I am using firebase for chat in my application.
When i use setValue method to write at a node by Using childByAutoId it works fine.
But when my AuthToken expires and I Authenticate the user again with my custom token, the message is saved on Firebase but My .ChildAdded Observer fails to observe this change.
I am using Authenticate Using custom token method for Firebase.
Related
My usecase is when user logout need to avoid sending notifications (deleteToken user). and when he again loggedin need to send the notifiations (need to generate new device fcm token).
After calling deleteToken method, and calling getToken returns previous one, not newer.
I am building a mobile app with Flutter and Flask Backend. For authentication, we allow username/password and google oath2 but will delegate to Firebase for credential validation.
So users credentials are stored on Firebase project but problem is we have a seperate Database with account table (we use a firebase_uuid field in account table to map to user on firebase project)
I am not sure of the registration flow since we need to handle both databases
For user/password registation, should Flutter app or Backend communicate to Firebase to create account?
I think backend should do it since after creating account on Firebase, we also need to create account on our own DB?
If we let flutter send request to Firebase directly to create account, what would be the correct flow so that my backend can also save user info in our BE database?
For google oath2 registration, similarly, if we were to do it on Flutter, what would be the flow to populate in our BE database?
Similarly, what is the flow in case of login and changing user's password?
Its pretty simple if we do not have Backend at all and just use firebase as backend but other operations required a seperate BE service
I'm currently using Firebase cloud functions as my mobile app's backend and I'm using Auth0 as my authentication provider.
My problem is that I've used Postman to send test login requests to my API and I'm able to get a valid JWT. I then deleted the user account through Auth0's user management panel and used Postman to test the login function again to see the type of response I would receive. Instead of receiving any errors, I receive a new valid JWT which allows me to access protected routes even though the user does not exist.
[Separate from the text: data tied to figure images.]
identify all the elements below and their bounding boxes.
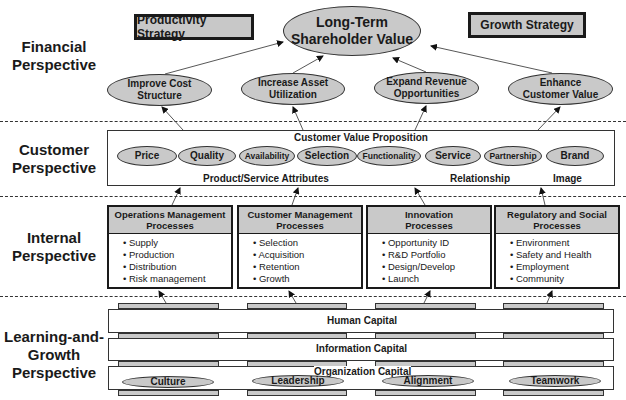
process-item: Design/Develop [382, 261, 490, 273]
label-line: Opportunities [386, 88, 467, 100]
attribute-functionality: Functionality [357, 146, 421, 166]
label: Alignment [404, 375, 453, 386]
label-line: Processes [247, 220, 352, 231]
label-line: Shareholder Value [291, 31, 413, 48]
relationship-label: Relationship [450, 173, 510, 184]
label: Culture [151, 376, 186, 387]
process-items: Selection Acquisition Retention Growth [239, 237, 361, 285]
image-label: Image [553, 173, 582, 184]
attribute-selection: Selection [297, 146, 357, 166]
label-line: Perspective [0, 159, 108, 177]
growth-strategy-label: Growth Strategy [480, 18, 573, 32]
label-line: Structure [128, 90, 192, 102]
label: Selection [305, 150, 349, 162]
customer-perspective-label: Customer Perspective [0, 141, 108, 177]
label-line: Learning-and- [0, 328, 108, 346]
process-item: Production [123, 249, 231, 261]
org-item-leadership: Leadership [252, 375, 344, 387]
cvp-title: Customer Value Proposition [108, 132, 614, 143]
financial-perspective-label: Financial Perspective [0, 38, 108, 74]
label: Partnership [489, 150, 536, 162]
process-item: Selection [253, 237, 361, 249]
organization-capital-label: Organization Capital [314, 366, 411, 377]
label-line: Perspective [0, 247, 108, 265]
label: Quality [190, 150, 224, 162]
label-line: Improve Cost [128, 78, 192, 90]
process-item: Environment [510, 237, 618, 249]
productivity-strategy-label: Productivity Strategy [137, 13, 251, 41]
process-header: Customer ManagementProcesses [239, 207, 361, 234]
learning-perspective-label: Learning-and- Growth Perspective [0, 328, 108, 382]
process-item: Employment [510, 261, 618, 273]
growth-strategy-box: Growth Strategy [468, 12, 586, 38]
column-tab [375, 390, 476, 396]
label-line: Expand Revenue [386, 76, 467, 88]
label-line: Growth [0, 346, 108, 364]
org-item-alignment: Alignment [382, 375, 474, 387]
column-tab [118, 390, 219, 396]
process-items: Supply Production Distribution Risk mana… [109, 237, 231, 285]
process-header: Regulatory and SocialProcesses [496, 207, 618, 234]
label-line: Increase Asset [258, 77, 328, 89]
separator-customer-internal [0, 196, 626, 197]
process-header: Operations ManagementProcesses [109, 207, 231, 234]
attribute-quality: Quality [178, 146, 236, 166]
shareholder-value-goal: Long-TermShareholder Value [283, 6, 421, 56]
process-items: Environment Safety and Health Employment… [496, 237, 618, 285]
column-tab [247, 390, 347, 396]
productivity-strategy-box: Productivity Strategy [134, 14, 254, 40]
label-line: Innovation [405, 209, 453, 220]
objective-enhance-customer-value: EnhanceCustomer Value [508, 73, 613, 105]
label-line: Financial [0, 38, 108, 56]
information-capital-label: Information Capital [316, 343, 407, 354]
column-tab [503, 390, 604, 396]
attribute-partnership: Partnership [484, 146, 542, 166]
process-item: Community [510, 273, 618, 285]
process-operations-management: Operations ManagementProcesses Supply Pr… [107, 205, 233, 289]
label: Functionality [363, 150, 416, 162]
label-line: Customer Value [523, 89, 599, 101]
label-line: Regulatory and Social [507, 209, 607, 220]
label-line: Perspective [0, 364, 108, 382]
label-line: Perspective [0, 56, 108, 74]
process-items: Opportunity ID R&D Portfolio Design/Deve… [368, 237, 490, 285]
label: Availability [245, 150, 290, 162]
attribute-price: Price [117, 146, 177, 166]
label: Leadership [271, 375, 324, 386]
label-line: Internal [0, 229, 108, 247]
attribute-brand: Brand [546, 146, 604, 166]
objective-improve-cost: Improve CostStructure [107, 74, 212, 106]
process-item: Retention [253, 261, 361, 273]
label: Teamwork [531, 375, 580, 386]
human-capital-bar: Human Capital [108, 309, 614, 333]
label-line: Enhance [523, 77, 599, 89]
objective-increase-asset: Increase AssetUtilization [241, 73, 345, 105]
process-item: Launch [382, 273, 490, 285]
process-item: Risk management [123, 273, 231, 285]
process-customer-management: Customer ManagementProcesses Selection A… [237, 205, 363, 289]
process-innovation: InnovationProcesses Opportunity ID R&D P… [366, 205, 492, 289]
process-item: R&D Portfolio [382, 249, 490, 261]
process-item: Opportunity ID [382, 237, 490, 249]
information-capital-bar: Information Capital [108, 338, 614, 361]
process-item: Distribution [123, 261, 231, 273]
label: Service [435, 150, 471, 162]
process-regulatory-social: Regulatory and SocialProcesses Environme… [494, 205, 620, 289]
label-line: Processes [507, 220, 607, 231]
label-line: Operations Management [115, 209, 226, 220]
product-service-attributes-label: Product/Service Attributes [203, 173, 329, 184]
process-header: InnovationProcesses [368, 207, 490, 234]
human-capital-label: Human Capital [327, 315, 397, 326]
label-line: Processes [115, 220, 226, 231]
label-line: Customer Management [247, 209, 352, 220]
process-item: Acquisition [253, 249, 361, 261]
label: Price [135, 150, 159, 162]
label-line: Processes [405, 220, 453, 231]
org-item-teamwork: Teamwork [509, 375, 601, 387]
process-item: Supply [123, 237, 231, 249]
separator-internal-learning [0, 296, 626, 297]
label-line: Customer [0, 141, 108, 159]
process-item: Safety and Health [510, 249, 618, 261]
label-line: Long-Term [291, 14, 413, 31]
separator-financial-customer [0, 121, 626, 122]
I've tried setting the response cache control to "no-store" and yet I'm able to receive a valid JWT. What could the reason be?
When a client signs in with Github, I would like to trigger a Cloud Function that retrieves the user's profile data from Github and stores it in /users/{uid}/profile in the Realtime database.
I can trigger my cloud function when a new user signs up using:
exports.fetchProfile = functions.auth.user().onCreate(event => {
// user = event.data
// uid = user.uid
// access_token = ???
// todo: request user profile from Github using access_token
// todo: save profile in /users/{uid}/profile
});
But, how do I obtain the user's access_token needed for making the Github profile request? Thanks.
What I have tried:
On the client, use FirebaseAuth to get the Github access_token.
Create a Firebase credential using the access_token from (1).
Sign in with the credential from (2), I get a FIRUser in success callback, from which I can obtain uid.
I write {uid: access_token} to a queue in the Realtime database, this in turn triggers my cloud function that does the profile retrieval.
All these just to get the user's access_token, can I do better?
You can't do it with the user creation trigger.
You have multiple options:
after sign up, get the access token from the client and saved it in the real-time database under a location accessible by the specified user. You can then set a cloud functions database trigger for that location. When that is triggered, you get the access token and make your API call to GitHub and get the data and do whatever you want with it.
Run everything on the client side. Since you have the access token after sign up in the client (browser), make the API call to GitHub and then save the profile data in a database location accessible by the user only. You can add a cloud function to trigger on changes to that location if you need to run additional admin operations.
By the way, Firebase Auth (4.0.0) now returns additional user data. Check: https://firebase.google.com/docs/reference/js/firebase.auth#.UserCredential
You can get the additional data by calling result.additionalUserInfo.profile, or the GitHub username: result.additionalUserInfo.username.
I'm trying to implement Facebook Login with AWS Cognito.
After receiving the access token from Facebook, I'm not able to update the credentials provider.
let token = FBSDKAccessToken.currentAccessToken().tokenString
credentialsProvider.logins = [AWSCognitoLoginProviderKey.Facebook.rawValue: token]
After this, if I print [AWSCognitoLoginProviderKey.Facebook.rawValue: token] I get the long string but if I print credentialsProvider.logins I get NIL.
As a result, my identity pool always shows the user as unauthenticated even after logging in with Facebook.
Any help would be appreciated.
Thanks!!
Are you using the latest AWS iOS SDK? If yes, then credentialProvider.logins will always be NIL and will cause your app to create unauthenticated identities.
We are in process of updating our documentation for this but essentially this is what you need to do.
Use this constructor to create the credentials provider. The identityProviderManager here should be an implementation of AWSIdentityProviderManager Protocol and the logins method should return the dictionary mapping for your provider name to the token. The credentials provider will call this method every time it needs the identity provider token.